WORK ORDER ▸ Retype the data that follows line by line, exactly, and leave its pictures out.

Records from a data source ▸

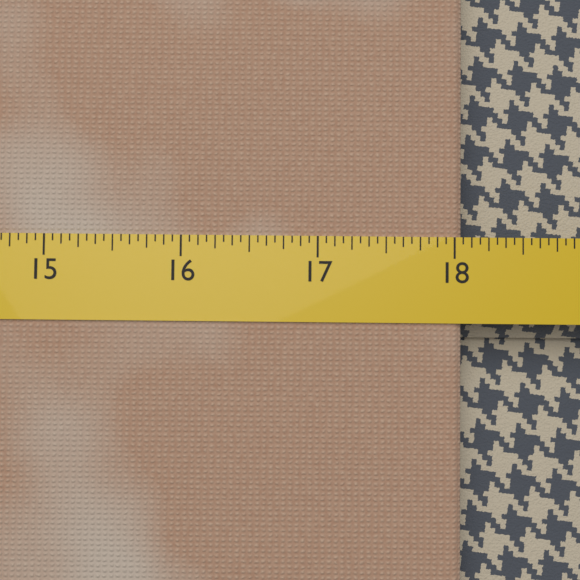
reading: 18.0625 (no unit)
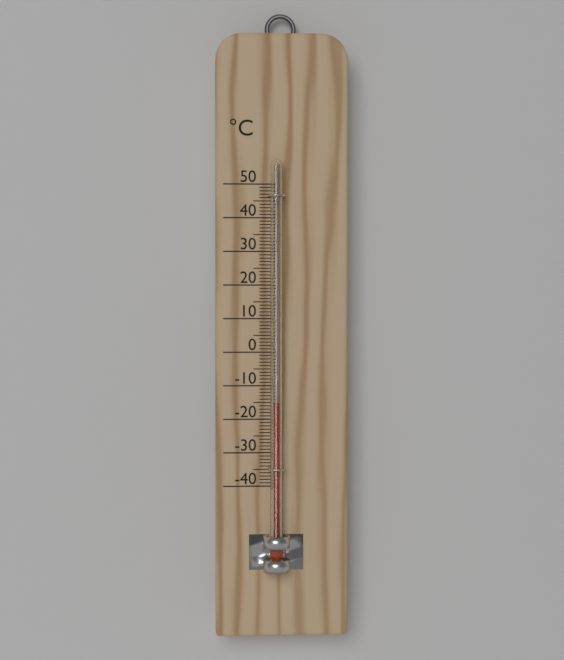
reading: -15 °C
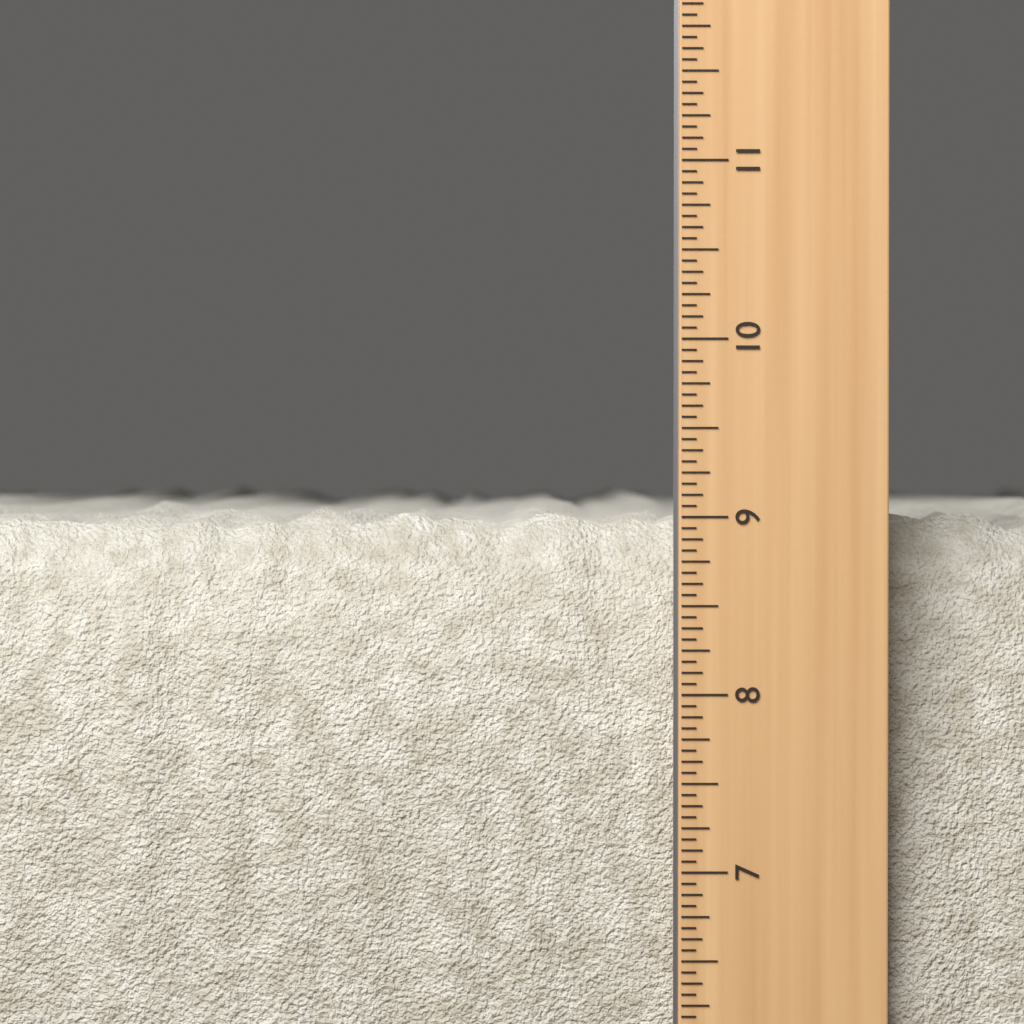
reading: 9.0625 in
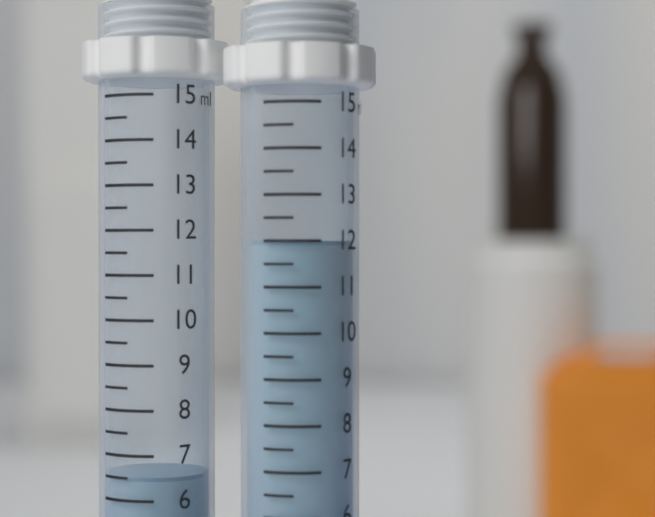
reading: 6.5 ml
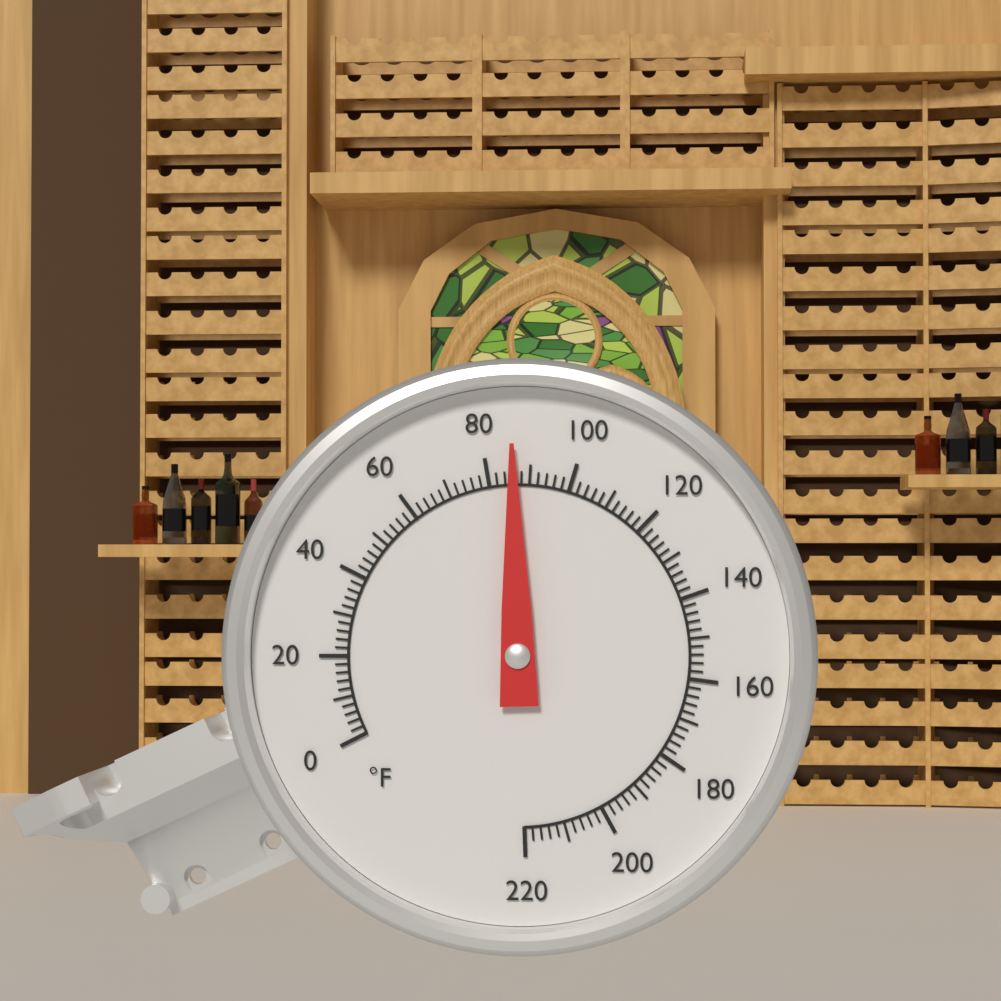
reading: 86 °F
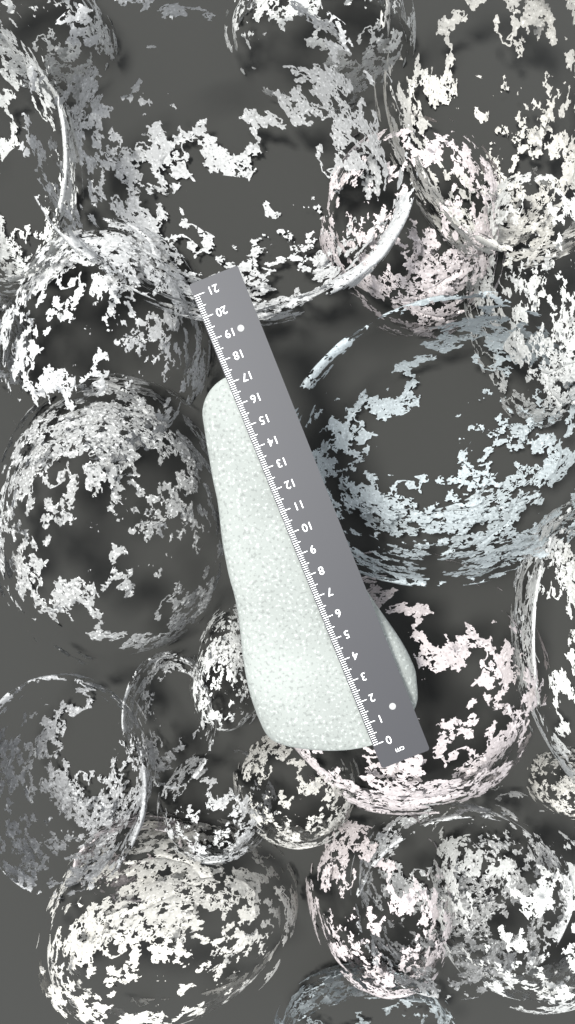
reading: 17.3 cm
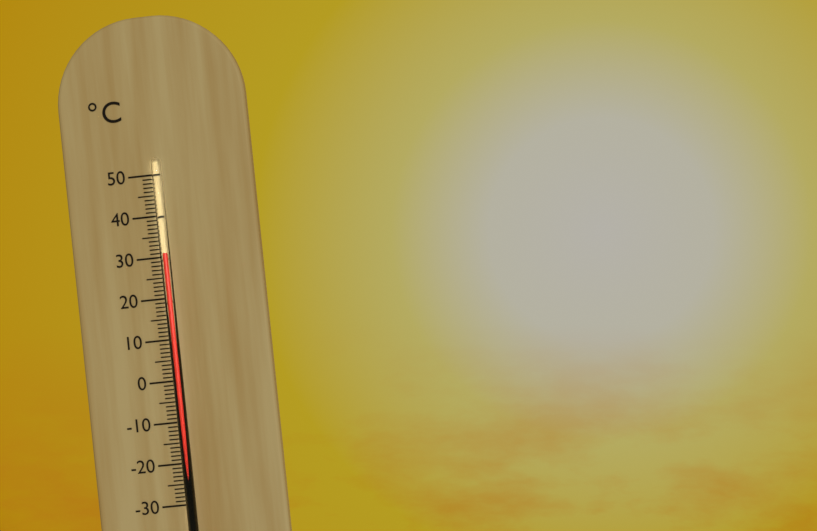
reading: 31 °C
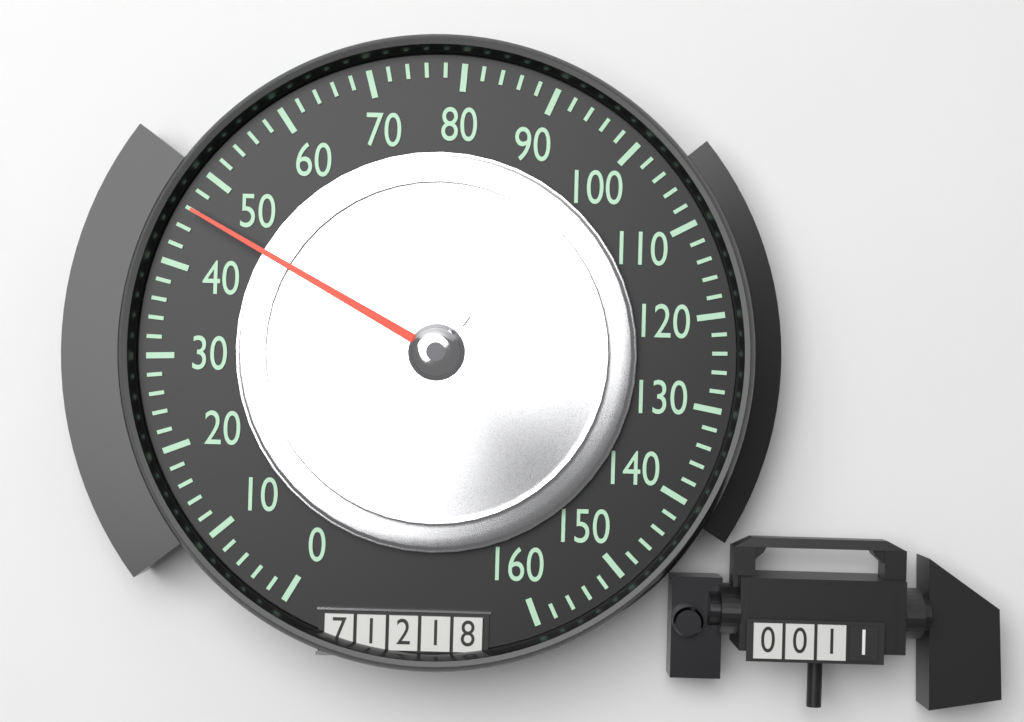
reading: 46 (no unit)
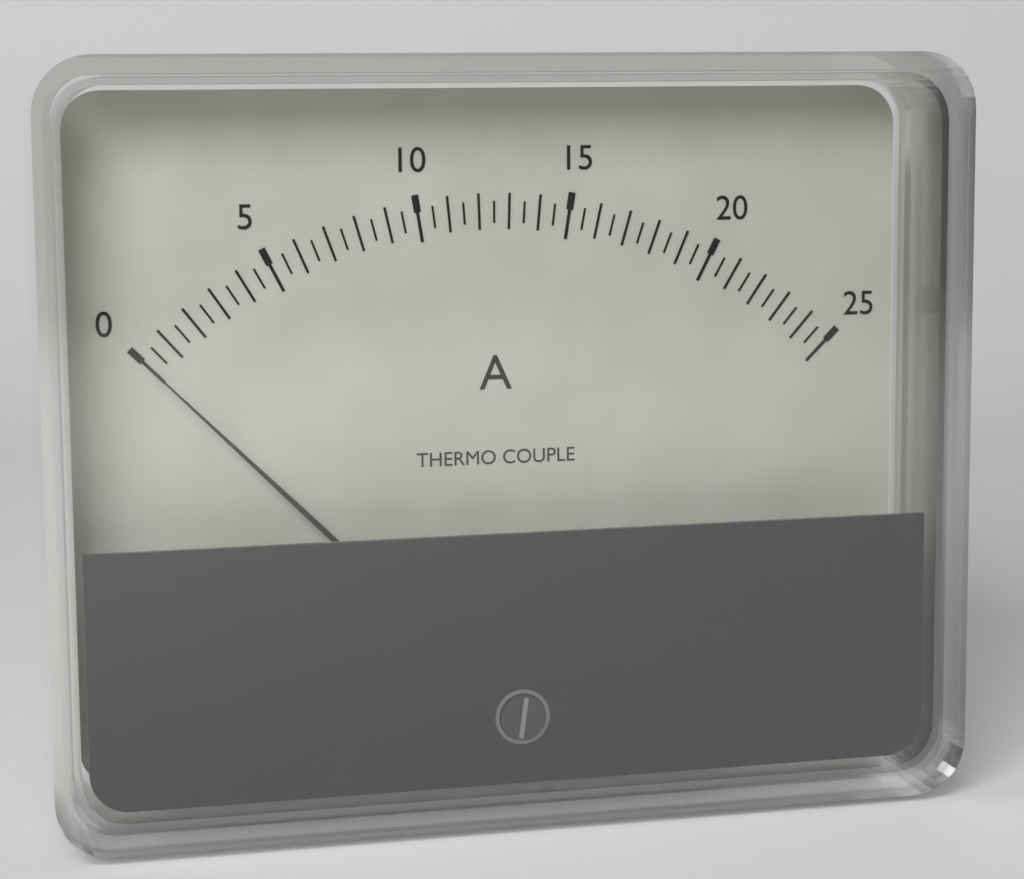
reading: 0.0 A
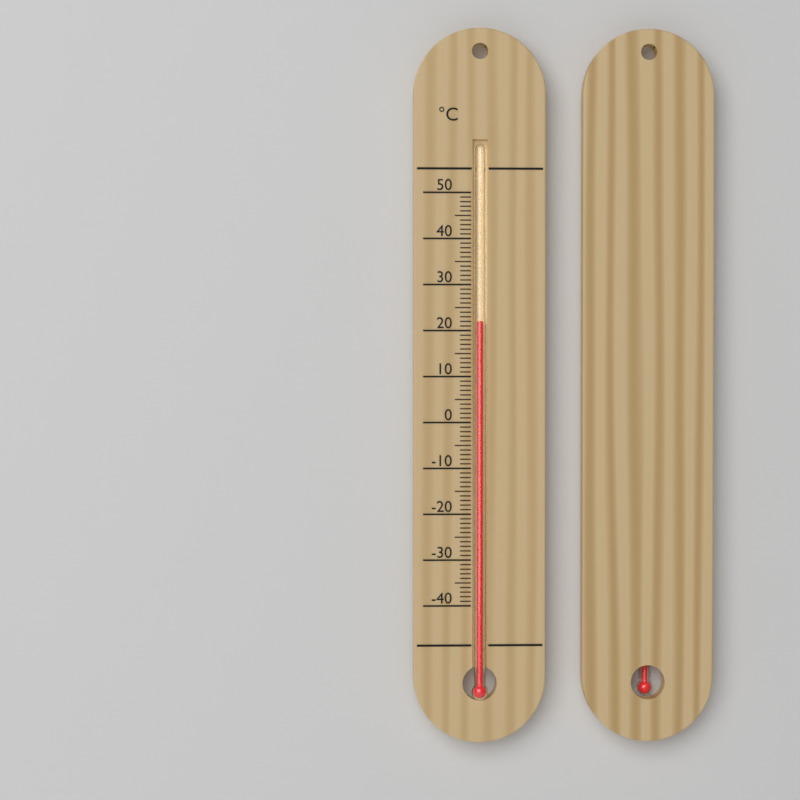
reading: 22 °C
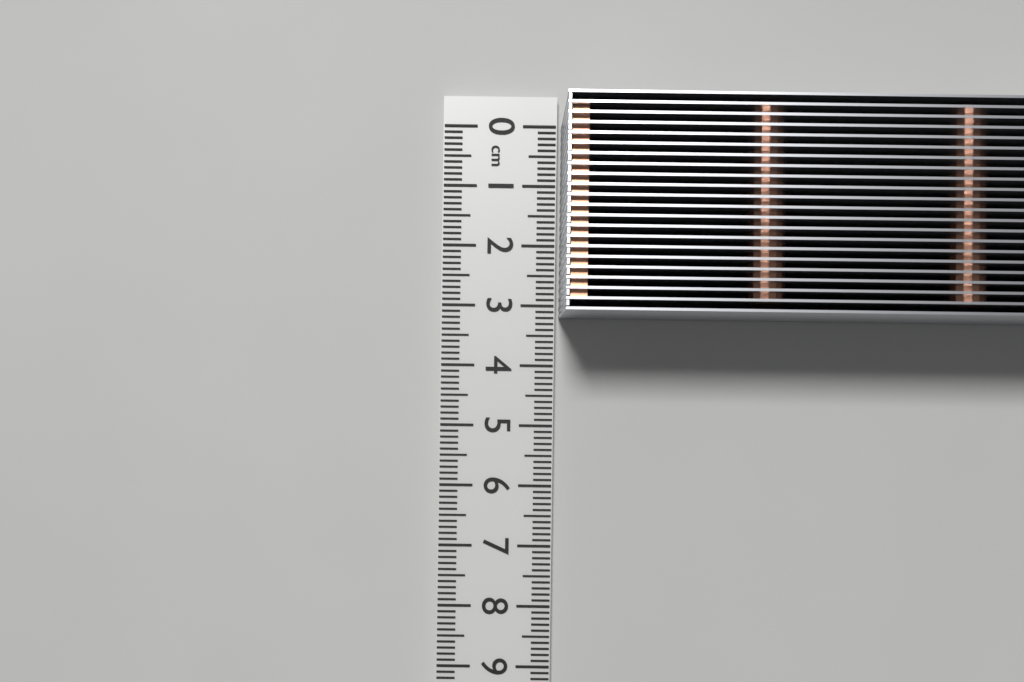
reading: 3.2 cm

ANSWER ▸
reading: 18.0625 (no unit)
reading: -15 °C
reading: 9.0625 in
reading: 6.5 ml
reading: 86 °F
reading: 17.3 cm
reading: 31 °C
reading: 46 (no unit)
reading: 0.0 A
reading: 22 °C
reading: 3.2 cm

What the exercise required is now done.